Dear Pavel and Oliverio,
In our group we have had recent discussion about this issue, and I
second Pavel's suggestion to introduce such a confidence measure.
When interpreting cryo-EM (but also X-ray crystallography) maps with
models, we often face the problem that we have complete models (thanks
to Alphafold) but incomplete density. Most often the lack of density is
due to conformational flexibility. So the question is what to do with
those parts that lack map support? Some favor the option not to model
these parts. However, usually we are pretty certain that these parts are
present, but too flexible to be observed. So I personally think that
structural models should be deposited as complete as possible.
Having such a confidence measure would facilitate the interpretation of
our structural models, also because it seems that not many actually open
the associated deposited maps/densities when interpreting deposited
structures.
Best wishes,
Tim
On 2025-03-04 00:27, Pavel Afonine wrote:
Greetings,
It's hard to disagree with this! Resolution, occupancies, and B
factors only indirectly suggest what's visible and what isn't — and
they can be especially difficult to interpret correctly for
non-specialists. Perhaps a local confidence measure — similar to pLDDT
for predicted models — could address this by condensing into a single
number everything we know about the model quality and how well it fits
the data, computed per atom or per residue.
All the best,
Pavel
On Mon, Mar 3, 2025 at 7:21 AM Italo Carugo Oliviero
<olivieroitalo.car...@unipv.it> wrote:
A brief reflection on IDPs
Increasingly, people with a computer science background are
analyzing the data deposited in the Protein Data Bank. In the case
of conformation disorder analyses, they consider residues that are
explicitly stated to be disordered (the old REMAR 465 records).
This is not quite correct as there are two problems.
- The first is that some crystallographers consider “visible,” and
deposit their coordinates, even amino acids that have
stratospheric B-factors, so large as to indicate that those amino
acids are definitely “invisible” in electronic density maps.
- The second problem has to do with crystallographic resolution.
The amount of “invisible” amino acids increases as the
crystallographic resolution decreases. At low resolution, electron
density maps are often not very detailed, and some parts of them
cannot be interpreted. But this does not mean that the amino acids
found there are definitely “invisible.” It simply means that
resolution might be insufficient.
Editors and reviewers may find it useful to keep these
considerations in mind when evaluating articles on conformational
disorder submitted by scientists that lack a structural
biologybackground. Or is there something else that can be done?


_TASK TO COMPLETE_.
Which lines of the entries contain the word "Engineering"? Please list them.

Data items:
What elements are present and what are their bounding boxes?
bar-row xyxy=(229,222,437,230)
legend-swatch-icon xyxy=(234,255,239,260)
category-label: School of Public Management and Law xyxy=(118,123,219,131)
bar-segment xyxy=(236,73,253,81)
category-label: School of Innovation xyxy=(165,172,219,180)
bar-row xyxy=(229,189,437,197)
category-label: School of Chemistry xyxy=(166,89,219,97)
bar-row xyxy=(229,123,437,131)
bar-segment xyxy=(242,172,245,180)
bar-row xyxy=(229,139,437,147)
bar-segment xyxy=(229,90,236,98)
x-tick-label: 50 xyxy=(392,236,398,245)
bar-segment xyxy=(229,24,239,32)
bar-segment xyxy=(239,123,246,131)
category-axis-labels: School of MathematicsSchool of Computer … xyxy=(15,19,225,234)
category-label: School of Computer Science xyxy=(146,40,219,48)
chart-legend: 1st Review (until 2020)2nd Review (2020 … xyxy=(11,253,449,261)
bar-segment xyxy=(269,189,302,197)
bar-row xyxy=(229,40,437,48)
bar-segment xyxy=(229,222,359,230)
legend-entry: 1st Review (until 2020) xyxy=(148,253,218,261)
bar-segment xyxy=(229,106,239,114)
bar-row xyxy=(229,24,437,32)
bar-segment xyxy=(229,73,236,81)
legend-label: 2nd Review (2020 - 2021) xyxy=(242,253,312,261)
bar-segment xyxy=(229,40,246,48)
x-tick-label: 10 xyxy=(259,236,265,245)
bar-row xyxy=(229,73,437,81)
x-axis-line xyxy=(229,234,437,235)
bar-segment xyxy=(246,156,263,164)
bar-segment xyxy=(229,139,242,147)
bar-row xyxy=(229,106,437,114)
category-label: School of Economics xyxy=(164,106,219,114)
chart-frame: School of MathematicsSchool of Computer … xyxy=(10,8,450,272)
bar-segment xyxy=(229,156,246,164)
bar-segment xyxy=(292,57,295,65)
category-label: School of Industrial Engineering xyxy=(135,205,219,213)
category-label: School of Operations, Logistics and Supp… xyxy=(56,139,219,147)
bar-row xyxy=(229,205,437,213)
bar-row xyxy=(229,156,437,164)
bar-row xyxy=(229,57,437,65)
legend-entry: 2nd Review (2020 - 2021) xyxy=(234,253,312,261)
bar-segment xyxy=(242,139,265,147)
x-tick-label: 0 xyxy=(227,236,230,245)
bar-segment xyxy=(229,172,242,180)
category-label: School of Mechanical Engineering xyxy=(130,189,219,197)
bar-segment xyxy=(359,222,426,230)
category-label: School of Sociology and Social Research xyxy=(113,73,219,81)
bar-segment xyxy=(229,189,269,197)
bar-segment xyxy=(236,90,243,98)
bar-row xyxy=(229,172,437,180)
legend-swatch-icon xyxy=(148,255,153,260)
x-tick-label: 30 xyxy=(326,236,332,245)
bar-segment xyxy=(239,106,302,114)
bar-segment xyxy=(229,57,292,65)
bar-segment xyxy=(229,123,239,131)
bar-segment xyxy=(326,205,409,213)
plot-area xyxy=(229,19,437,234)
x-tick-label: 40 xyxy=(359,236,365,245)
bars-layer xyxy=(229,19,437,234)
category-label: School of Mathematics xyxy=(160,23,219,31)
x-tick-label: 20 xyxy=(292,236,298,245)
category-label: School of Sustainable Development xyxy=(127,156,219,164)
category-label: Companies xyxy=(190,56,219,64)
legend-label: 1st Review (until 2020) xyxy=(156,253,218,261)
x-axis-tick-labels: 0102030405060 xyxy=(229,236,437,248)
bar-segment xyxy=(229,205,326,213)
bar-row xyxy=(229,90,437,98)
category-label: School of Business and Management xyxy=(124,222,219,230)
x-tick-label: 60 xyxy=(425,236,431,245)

...

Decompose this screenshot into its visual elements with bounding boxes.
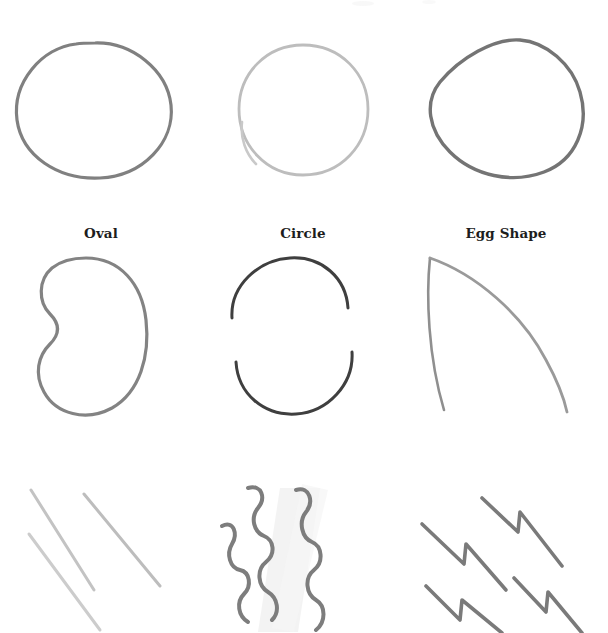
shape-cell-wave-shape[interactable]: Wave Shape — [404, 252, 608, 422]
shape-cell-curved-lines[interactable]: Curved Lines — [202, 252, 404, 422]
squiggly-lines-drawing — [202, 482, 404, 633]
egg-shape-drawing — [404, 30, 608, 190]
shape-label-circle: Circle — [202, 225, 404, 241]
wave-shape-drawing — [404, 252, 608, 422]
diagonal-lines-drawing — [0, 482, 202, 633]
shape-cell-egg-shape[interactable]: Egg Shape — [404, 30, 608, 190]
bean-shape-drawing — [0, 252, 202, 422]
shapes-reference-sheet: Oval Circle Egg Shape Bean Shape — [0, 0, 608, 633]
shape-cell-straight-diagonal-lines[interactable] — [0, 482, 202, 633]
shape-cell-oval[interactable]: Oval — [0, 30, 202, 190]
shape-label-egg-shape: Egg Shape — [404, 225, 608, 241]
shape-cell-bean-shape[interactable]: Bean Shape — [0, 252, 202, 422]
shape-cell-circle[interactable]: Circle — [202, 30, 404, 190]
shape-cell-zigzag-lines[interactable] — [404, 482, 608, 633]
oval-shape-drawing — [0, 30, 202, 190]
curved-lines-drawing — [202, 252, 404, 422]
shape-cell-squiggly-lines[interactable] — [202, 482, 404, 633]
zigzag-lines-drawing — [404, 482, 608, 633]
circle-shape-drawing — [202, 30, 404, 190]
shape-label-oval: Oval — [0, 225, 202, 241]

--

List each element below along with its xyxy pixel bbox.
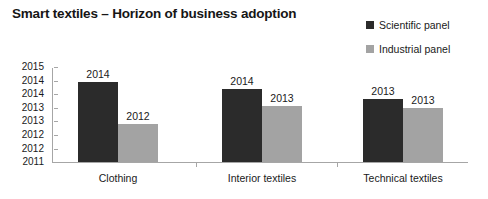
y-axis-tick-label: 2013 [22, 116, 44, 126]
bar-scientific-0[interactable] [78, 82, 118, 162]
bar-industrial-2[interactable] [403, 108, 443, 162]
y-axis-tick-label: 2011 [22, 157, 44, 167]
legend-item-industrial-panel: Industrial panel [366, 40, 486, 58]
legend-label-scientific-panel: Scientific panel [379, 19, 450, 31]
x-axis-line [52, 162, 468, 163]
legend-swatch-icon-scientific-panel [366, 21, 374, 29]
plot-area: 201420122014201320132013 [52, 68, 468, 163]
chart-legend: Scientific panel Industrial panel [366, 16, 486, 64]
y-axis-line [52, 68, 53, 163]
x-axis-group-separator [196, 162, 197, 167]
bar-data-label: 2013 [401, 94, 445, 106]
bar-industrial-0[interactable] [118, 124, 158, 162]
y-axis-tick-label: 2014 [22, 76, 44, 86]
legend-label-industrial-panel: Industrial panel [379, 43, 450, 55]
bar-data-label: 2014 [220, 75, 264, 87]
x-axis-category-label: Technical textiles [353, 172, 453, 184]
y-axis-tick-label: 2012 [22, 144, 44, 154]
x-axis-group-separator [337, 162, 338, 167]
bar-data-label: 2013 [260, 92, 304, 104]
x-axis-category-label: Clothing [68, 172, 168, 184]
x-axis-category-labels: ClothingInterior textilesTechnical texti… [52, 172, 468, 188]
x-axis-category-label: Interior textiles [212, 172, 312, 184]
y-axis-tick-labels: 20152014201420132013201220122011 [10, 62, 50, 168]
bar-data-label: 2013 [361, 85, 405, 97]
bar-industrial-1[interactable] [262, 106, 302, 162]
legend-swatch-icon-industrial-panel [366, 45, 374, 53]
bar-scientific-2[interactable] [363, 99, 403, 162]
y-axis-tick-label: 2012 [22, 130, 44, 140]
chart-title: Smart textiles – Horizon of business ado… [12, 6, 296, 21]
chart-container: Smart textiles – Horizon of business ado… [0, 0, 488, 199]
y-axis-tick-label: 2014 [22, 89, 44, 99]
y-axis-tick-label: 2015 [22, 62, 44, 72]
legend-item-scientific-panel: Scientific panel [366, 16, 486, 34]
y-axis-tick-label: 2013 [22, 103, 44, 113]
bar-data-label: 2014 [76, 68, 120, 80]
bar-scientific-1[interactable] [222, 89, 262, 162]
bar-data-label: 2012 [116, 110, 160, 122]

_FINAL ANSWER_.
category-label: School of Industrial Engineering xyxy=(135,205,219,213)
category-label: School of Mechanical Engineering xyxy=(130,189,219,197)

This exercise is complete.